Quenten paused to remount, and turned to look back at Daren only when firmly in his seat. “You have the earth-sense,” Quenten repeated. “It’s a matter of instinct rather than learning. Break the controlling mage and you not only free the victims—but it’s altogether possible the earth hereabouts would rise up in revolt. And it would listen to you, follow some of your directions, if you made them simple enough.”
“It would?”
Quenten nodded. Daren thought about those heaps of pitiful bones and rags—looked around him at the dying land. And thought of Kero and Selenay’s army, and pledges. And just maybe a god somewhere had just gifted him with the chance to satisfy all of them.
“Quenten, you’re in charge of the magic-folk; get your mages. Find out everything you can, and keep us cloaked.” Daren turned his horse and rode off in search of the scouts before he had a chance to hear Quenten’s eager assent.
All right, Ancar, you bastard, he couldn’t help thinking, with a kind of fierce exultation. I am about to visit a little retribution on you and yours.
Ancar’s reserves were pathetically unaware of any danger—but after all, they were deep inside their own territory, and had no reason to suspect any threat. Daren himself went out with the scouts to the river-valley where they camped to get a good look at enemy, and at the way they were conducting themselves.

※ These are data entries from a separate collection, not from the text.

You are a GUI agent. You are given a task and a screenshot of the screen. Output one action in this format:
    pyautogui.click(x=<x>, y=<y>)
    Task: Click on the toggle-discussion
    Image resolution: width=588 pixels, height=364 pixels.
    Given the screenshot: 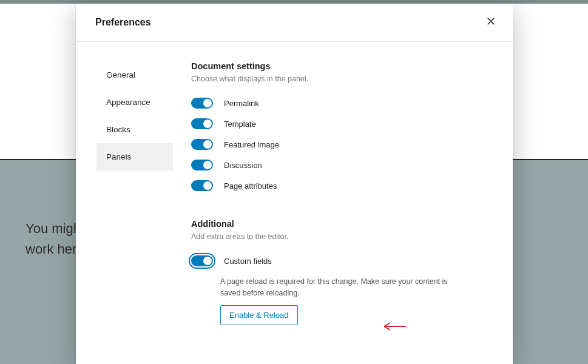 What is the action you would take?
    pyautogui.click(x=202, y=165)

What he saw fit in very well with Quenten’s theory of mind-control. Only about a quarter of the men down there were moving about or acting in any kind of a normal fashion. The rest might as well have been puppets; in fact, watching them was rather disturbing. They moved listlessly, when they moved at all, and none of them were idle—yet they wasted no time on their chores, picking up one task, carrying it to the end, picking up another. And all without exchanging a single word with anyone, or taking a single step out of the way. Nothing was cooked, except at the camps of the officers; a small group of men handed out the tasteless ration-bread Rethwellan no longer used because of complaints from the men. These fighters took the bread, ate it methodically, and went back to their chores.